● **Work required**
From the listing below, pick out each line with the word "Group".

● **The data**
########
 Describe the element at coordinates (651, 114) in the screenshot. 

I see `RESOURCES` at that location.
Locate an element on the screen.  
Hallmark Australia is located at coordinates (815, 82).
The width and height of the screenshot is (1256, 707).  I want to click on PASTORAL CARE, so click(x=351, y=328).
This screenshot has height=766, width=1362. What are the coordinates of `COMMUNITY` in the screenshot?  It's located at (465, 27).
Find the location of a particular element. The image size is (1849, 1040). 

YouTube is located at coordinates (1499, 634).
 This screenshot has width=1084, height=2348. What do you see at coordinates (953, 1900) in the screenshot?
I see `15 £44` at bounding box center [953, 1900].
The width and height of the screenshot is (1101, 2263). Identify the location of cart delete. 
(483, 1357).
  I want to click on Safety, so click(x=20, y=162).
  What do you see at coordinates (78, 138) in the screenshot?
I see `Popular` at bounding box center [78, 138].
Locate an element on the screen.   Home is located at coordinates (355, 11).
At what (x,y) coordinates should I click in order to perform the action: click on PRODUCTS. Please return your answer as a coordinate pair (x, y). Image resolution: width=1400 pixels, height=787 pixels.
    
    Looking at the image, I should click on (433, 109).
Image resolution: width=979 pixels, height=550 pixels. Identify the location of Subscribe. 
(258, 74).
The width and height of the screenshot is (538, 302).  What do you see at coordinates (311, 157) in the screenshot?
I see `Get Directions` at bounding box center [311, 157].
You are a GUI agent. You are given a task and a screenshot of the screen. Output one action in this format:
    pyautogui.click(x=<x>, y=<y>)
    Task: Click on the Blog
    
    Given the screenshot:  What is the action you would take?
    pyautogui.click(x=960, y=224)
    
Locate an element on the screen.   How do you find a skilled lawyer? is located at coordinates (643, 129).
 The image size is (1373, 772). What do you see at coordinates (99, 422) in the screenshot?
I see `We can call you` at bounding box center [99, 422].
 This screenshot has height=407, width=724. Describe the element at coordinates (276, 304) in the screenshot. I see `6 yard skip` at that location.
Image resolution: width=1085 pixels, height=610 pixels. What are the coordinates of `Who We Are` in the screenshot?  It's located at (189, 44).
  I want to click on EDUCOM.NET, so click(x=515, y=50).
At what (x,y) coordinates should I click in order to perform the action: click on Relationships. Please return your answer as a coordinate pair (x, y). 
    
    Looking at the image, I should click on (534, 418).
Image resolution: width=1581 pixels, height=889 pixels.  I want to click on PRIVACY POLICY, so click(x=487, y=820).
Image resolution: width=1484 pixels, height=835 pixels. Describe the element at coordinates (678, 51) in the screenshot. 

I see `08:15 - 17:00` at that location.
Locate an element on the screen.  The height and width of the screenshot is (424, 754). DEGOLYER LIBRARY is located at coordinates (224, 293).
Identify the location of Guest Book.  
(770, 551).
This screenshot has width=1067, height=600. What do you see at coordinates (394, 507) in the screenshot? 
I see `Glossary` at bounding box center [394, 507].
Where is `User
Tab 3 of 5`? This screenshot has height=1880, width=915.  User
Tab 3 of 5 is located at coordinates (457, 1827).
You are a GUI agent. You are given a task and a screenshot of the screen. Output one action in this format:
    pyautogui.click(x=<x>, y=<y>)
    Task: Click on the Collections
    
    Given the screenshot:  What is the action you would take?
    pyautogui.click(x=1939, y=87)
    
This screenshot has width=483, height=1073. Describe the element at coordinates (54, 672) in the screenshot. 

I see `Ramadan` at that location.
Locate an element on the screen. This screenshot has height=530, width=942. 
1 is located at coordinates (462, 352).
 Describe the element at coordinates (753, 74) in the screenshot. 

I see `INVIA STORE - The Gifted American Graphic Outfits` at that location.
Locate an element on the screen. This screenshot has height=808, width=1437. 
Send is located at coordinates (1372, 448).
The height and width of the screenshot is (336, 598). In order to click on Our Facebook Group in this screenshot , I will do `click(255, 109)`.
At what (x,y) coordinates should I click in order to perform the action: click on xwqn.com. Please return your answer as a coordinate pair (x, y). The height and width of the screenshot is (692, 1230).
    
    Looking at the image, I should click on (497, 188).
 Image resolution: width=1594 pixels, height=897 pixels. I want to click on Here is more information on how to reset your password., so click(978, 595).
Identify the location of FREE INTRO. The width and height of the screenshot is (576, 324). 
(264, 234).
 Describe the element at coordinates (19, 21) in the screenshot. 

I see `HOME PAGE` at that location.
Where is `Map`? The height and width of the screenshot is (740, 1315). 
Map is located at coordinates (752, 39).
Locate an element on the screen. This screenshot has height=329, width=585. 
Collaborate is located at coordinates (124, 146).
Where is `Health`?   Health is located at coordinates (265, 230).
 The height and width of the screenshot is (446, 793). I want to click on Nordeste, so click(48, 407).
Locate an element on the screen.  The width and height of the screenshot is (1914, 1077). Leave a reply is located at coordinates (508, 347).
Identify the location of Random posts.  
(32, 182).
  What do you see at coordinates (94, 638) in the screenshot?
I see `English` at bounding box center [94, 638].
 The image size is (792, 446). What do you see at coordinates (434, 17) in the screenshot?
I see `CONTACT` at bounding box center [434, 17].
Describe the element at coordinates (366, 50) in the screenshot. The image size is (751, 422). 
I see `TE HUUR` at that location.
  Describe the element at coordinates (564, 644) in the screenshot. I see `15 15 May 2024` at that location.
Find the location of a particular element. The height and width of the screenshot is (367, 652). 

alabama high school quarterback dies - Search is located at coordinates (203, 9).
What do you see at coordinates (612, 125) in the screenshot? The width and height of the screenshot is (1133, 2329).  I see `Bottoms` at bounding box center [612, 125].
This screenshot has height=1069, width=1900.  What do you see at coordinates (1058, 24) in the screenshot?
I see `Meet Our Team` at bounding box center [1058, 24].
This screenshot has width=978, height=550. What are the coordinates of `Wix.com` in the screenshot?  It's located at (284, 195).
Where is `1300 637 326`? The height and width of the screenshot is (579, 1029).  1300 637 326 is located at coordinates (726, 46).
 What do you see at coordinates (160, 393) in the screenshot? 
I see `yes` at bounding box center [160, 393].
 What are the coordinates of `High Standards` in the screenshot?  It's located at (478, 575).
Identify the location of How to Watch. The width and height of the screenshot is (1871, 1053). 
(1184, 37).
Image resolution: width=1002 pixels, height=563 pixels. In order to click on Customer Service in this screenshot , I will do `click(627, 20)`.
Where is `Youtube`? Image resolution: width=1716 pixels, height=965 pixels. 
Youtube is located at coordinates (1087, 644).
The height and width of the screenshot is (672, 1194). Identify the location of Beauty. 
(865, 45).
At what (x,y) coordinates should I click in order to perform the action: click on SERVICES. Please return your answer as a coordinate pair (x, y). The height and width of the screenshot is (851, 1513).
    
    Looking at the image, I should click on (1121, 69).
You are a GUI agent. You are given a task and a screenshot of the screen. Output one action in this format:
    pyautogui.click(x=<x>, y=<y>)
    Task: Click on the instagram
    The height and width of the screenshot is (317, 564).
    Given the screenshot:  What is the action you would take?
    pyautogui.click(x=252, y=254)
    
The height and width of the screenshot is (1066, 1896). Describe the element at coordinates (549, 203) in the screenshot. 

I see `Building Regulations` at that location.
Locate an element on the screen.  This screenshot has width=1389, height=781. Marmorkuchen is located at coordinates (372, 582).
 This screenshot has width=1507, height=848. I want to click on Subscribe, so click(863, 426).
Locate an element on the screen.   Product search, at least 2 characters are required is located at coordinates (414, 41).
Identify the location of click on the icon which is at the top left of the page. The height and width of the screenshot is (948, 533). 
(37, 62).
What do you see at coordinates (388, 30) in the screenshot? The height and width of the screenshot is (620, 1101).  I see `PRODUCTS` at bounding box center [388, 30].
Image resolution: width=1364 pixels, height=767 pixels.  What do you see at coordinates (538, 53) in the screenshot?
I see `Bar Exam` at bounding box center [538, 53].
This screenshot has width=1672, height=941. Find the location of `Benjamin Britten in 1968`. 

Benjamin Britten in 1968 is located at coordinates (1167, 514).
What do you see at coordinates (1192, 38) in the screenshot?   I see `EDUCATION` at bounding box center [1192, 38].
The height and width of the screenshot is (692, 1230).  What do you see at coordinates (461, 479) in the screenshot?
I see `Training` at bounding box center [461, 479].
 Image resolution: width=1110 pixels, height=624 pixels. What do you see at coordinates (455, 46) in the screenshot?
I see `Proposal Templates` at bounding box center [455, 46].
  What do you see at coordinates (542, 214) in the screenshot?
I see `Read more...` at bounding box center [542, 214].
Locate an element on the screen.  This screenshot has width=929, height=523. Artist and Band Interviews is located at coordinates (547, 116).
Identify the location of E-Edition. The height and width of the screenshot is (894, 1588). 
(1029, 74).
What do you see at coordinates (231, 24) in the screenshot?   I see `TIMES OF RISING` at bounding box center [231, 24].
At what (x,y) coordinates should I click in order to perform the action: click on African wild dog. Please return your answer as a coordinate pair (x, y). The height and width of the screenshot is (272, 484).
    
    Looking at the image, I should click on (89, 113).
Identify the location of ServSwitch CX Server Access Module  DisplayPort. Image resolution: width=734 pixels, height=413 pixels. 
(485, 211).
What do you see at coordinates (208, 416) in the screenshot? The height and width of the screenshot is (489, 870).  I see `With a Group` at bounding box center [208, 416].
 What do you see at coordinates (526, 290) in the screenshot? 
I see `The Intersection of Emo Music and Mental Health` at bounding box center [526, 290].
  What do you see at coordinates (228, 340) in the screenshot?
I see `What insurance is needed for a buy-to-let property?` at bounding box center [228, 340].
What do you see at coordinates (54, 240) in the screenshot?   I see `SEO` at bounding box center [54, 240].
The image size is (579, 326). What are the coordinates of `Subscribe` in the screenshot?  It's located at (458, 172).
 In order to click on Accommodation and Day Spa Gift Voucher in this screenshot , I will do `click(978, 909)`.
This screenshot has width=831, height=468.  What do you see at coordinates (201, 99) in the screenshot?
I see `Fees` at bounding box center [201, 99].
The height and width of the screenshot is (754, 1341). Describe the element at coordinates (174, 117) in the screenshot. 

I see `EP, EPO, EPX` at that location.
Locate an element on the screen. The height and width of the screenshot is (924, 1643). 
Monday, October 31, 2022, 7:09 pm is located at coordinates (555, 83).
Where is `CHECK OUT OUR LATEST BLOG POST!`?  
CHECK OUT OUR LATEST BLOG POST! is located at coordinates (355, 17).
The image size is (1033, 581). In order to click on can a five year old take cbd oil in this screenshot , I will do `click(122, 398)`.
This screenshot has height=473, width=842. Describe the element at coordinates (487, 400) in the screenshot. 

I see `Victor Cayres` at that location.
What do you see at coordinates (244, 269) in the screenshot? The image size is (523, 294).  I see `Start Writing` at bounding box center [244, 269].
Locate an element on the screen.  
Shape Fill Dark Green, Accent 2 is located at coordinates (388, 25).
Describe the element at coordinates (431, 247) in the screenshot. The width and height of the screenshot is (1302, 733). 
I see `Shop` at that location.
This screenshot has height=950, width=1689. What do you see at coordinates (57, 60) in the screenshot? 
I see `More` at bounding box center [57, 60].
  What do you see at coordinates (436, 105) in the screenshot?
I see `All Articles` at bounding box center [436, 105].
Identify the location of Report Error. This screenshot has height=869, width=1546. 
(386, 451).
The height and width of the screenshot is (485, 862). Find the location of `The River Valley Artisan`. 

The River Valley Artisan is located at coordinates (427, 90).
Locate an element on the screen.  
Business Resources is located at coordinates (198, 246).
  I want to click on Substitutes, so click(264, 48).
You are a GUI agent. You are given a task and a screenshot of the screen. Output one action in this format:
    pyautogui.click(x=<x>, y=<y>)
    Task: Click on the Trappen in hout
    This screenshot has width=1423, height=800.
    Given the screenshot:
########
● **Answer space**
The height and width of the screenshot is (336, 598). In order to click on Our Facebook Group in this screenshot , I will do `click(255, 109)`.
What do you see at coordinates (208, 416) in the screenshot? The height and width of the screenshot is (489, 870).  I see `With a Group` at bounding box center [208, 416].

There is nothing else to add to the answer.